Friday, Feb. 15, 1963

Sparks Across the Channel

For a man so insistent on having his own sensibilities taken into account, Charles de Gaulle has a gargantuan capacity for being indifferent to everyone else's. Last week, having stood France's friends and neighbors on their ears, De Gaulle triumphantly surveyed the scene for the benefit of some 120 newly elected National Assembly Deputies in a reception at Elysee Palace.

De Gaulle, whose attitude toward economics is vague at best, loftily explained to the Deputies why the U.S. wanted Britain in the Common Market: "The Americans are giving away their products to the South Americans, the Africans, and even the Arabs. Therefore they must try to sell them in Europe, which can pay for them." This was wildly inaccurate: U.S. sales to Japan and Canada alone in 1962 totaled almost twice as much as its $3.6 billion in exports to the Common Market. With Britain's exclusion, said le grand Charles, the U.S. is now "making use of England" to create "a vast new trade thingamajig with the Irish, the Icelanders, and so forth." Then De Gaulle turned his remarks to the West Germans, for whom he had some advice on how to govern themselves. "What is needed in Germany," he declared, "is a constitution that would permit it to face modern conditions." (Germany's constitution was drafted and adopted in 1949.)
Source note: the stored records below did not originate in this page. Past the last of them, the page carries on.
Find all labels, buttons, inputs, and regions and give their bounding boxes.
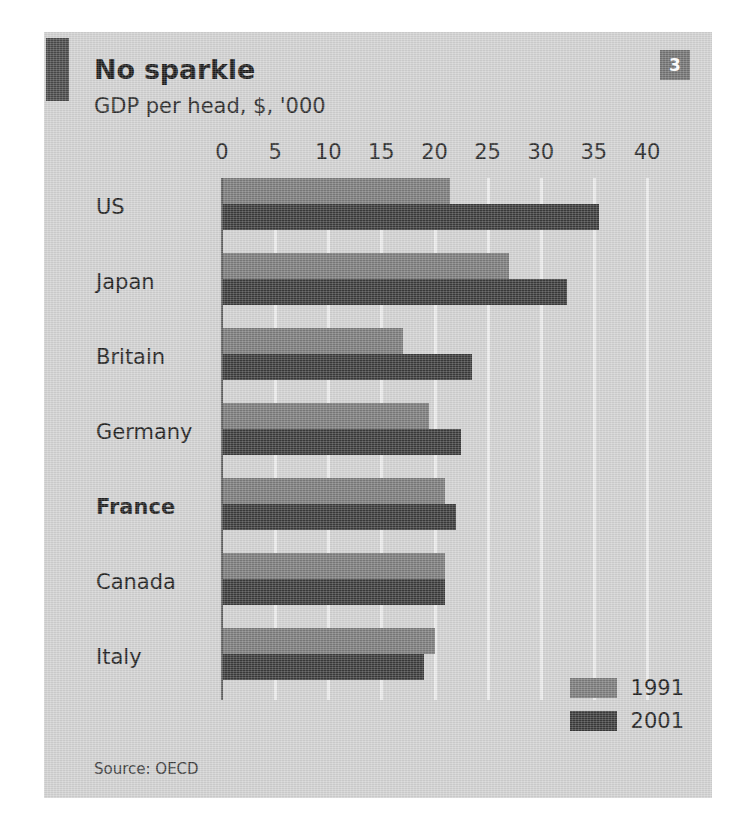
legend-swatch-2001 <box>570 711 617 731</box>
category-label-germany: Germany <box>96 420 193 444</box>
bar-canada-1991 <box>222 553 445 579</box>
category-label-france: France <box>96 495 175 519</box>
bar-row: Germany <box>44 403 712 478</box>
bar-row: Canada <box>44 553 712 628</box>
legend-label-1991: 1991 <box>631 676 684 700</box>
axis-zero-line <box>221 178 223 700</box>
bar-row: Britain <box>44 328 712 403</box>
page-title: No sparkle <box>94 54 255 85</box>
bar-japan-1991 <box>222 253 509 279</box>
bar-britain-2001 <box>222 354 472 380</box>
x-axis-tick-0: 0 <box>215 140 228 164</box>
legend-swatch-1991 <box>570 678 617 698</box>
bar-britain-1991 <box>222 328 403 354</box>
accent-bar <box>46 38 69 101</box>
x-axis-tick-10: 10 <box>315 140 342 164</box>
chart-panel: No sparkle GDP per head, $, '000 3 05101… <box>44 32 712 798</box>
x-axis-tick-35: 35 <box>581 140 608 164</box>
bar-germany-2001 <box>222 429 461 455</box>
bar-rows: USJapanBritainGermanyFranceCanadaItaly <box>44 178 712 703</box>
bar-canada-2001 <box>222 579 445 605</box>
x-axis-tick-30: 30 <box>527 140 554 164</box>
bar-japan-2001 <box>222 279 567 305</box>
bar-row: Japan <box>44 253 712 328</box>
bar-row: France <box>44 478 712 553</box>
category-label-italy: Italy <box>96 645 142 669</box>
bar-germany-1991 <box>222 403 429 429</box>
x-axis-tick-40: 40 <box>634 140 661 164</box>
plot-area: 0510152025303540 USJapanBritainGermanyFr… <box>44 140 712 752</box>
category-label-japan: Japan <box>96 270 155 294</box>
x-axis-tick-20: 20 <box>421 140 448 164</box>
bar-italy-2001 <box>222 654 424 680</box>
category-label-britain: Britain <box>96 345 165 369</box>
category-label-canada: Canada <box>96 570 176 594</box>
bar-italy-1991 <box>222 628 435 654</box>
bar-france-1991 <box>222 478 445 504</box>
bar-row: US <box>44 178 712 253</box>
legend: 19912001 <box>570 676 684 742</box>
chart-subtitle: GDP per head, $, '000 <box>94 94 326 118</box>
legend-item-2001: 2001 <box>570 709 684 733</box>
source-note: Source: OECD <box>94 760 199 778</box>
bar-france-2001 <box>222 504 456 530</box>
legend-label-2001: 2001 <box>631 709 684 733</box>
category-label-us: US <box>96 195 125 219</box>
x-axis-tick-15: 15 <box>368 140 395 164</box>
bar-us-2001 <box>222 204 599 230</box>
legend-item-1991: 1991 <box>570 676 684 700</box>
bar-us-1991 <box>222 178 450 204</box>
chart-number-badge: 3 <box>660 50 690 80</box>
x-axis-tick-5: 5 <box>268 140 281 164</box>
x-axis-tick-25: 25 <box>474 140 501 164</box>
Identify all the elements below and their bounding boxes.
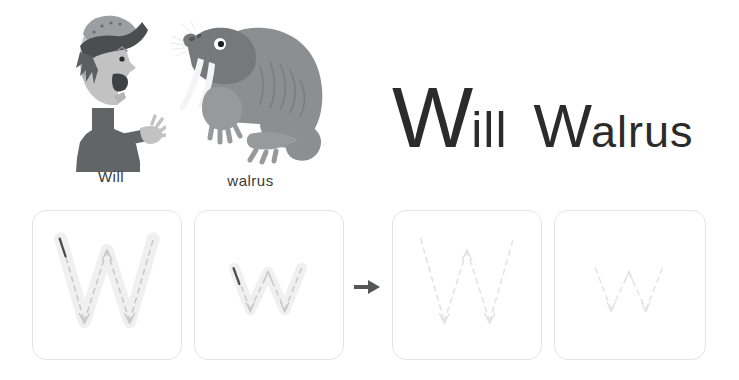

Change of Tone. De Gaulle's most derisive comments were aimed at Harold Macmillan and his countrymen, who "always manage to seem so respectable." Describing the Prime Minister's talks with him at Rambouillet last December, he related: "Mr. Macmillan came to tell me we were right in making our force de frappe. 'We have our own, too,' he told me. 'We should try to associate them in a European framework independent of America.' On this, he left me for the Bahamas." There, according to De Gaulle, Macmillan betrayed him by agreeing instead to accept Polaris force from the U.S. and then to commit it, along with Britain's own new nuclear bombers, to a multinational NATO nuclear force. Shrugging that this "naturally changed the tone" of the Jan. 14 press conference at which De Gaulle gutted Britain's hopes of joining Europe, De Gaulle added testily: "Mr. Macmillan, whom I like, has had the British press compare me to Hitler and even to Napoleon."

In London, irate British officials were offended at the idea that Macmillan could dictate Fleet Street's line, even if he wanted to. Perhaps, they suggested acidly, he was confusing Britain's free press with France's, where De Gaulle's side pronouncements and little witticisms are fed to the Paris press by the palace guard. A great many talkative Deputies had heard De Gaulle's comments at his palace reception, and the state-owned news agency had sent them out on the wire. Nonetheless, when the reverberations began, the palace grandly issued a warning that the public "once again be on guard against the publication of so-called declarations of General de Gaulle.''

Seven Reasons. In London, British officials produced their own minutes of the Rambouillet talks, which contained no hint that Macmillan had ever proposed a deterrent "independent of America." The Prime Minister, they said, had indeed agreed that De Gaulle should push ahead with his force de frappe, but had pointedly expressed his hopes that it would eventually be assigned to NATO. Snapped one official: "The French have now given seven different reasons why De Gaulle turned down British membership. The only thing they haven't claimed yet is that it was because Scotland beat France 11-6 at rugby." The real reason why De Gaulle vetoed Britain, retorted Foreign Secretary Lord Home, was that "two visions of Europe had come into head-on collision. One was of Europe so ordered that it would be a third force, protected, exclusive, Narcissus-like in its self-glory. The other, a Europe of equal, politically mature nations in complete partnership with America and doing their duty by the whole world outside."

With Anglo-French relations in such an irritable state, Britain announced that the planned visit to Paris of Princess Margaret and her husband, Lord Snowden, for the movie premiere of Lawrence of Arabia, had been canceled "on the advice of the government."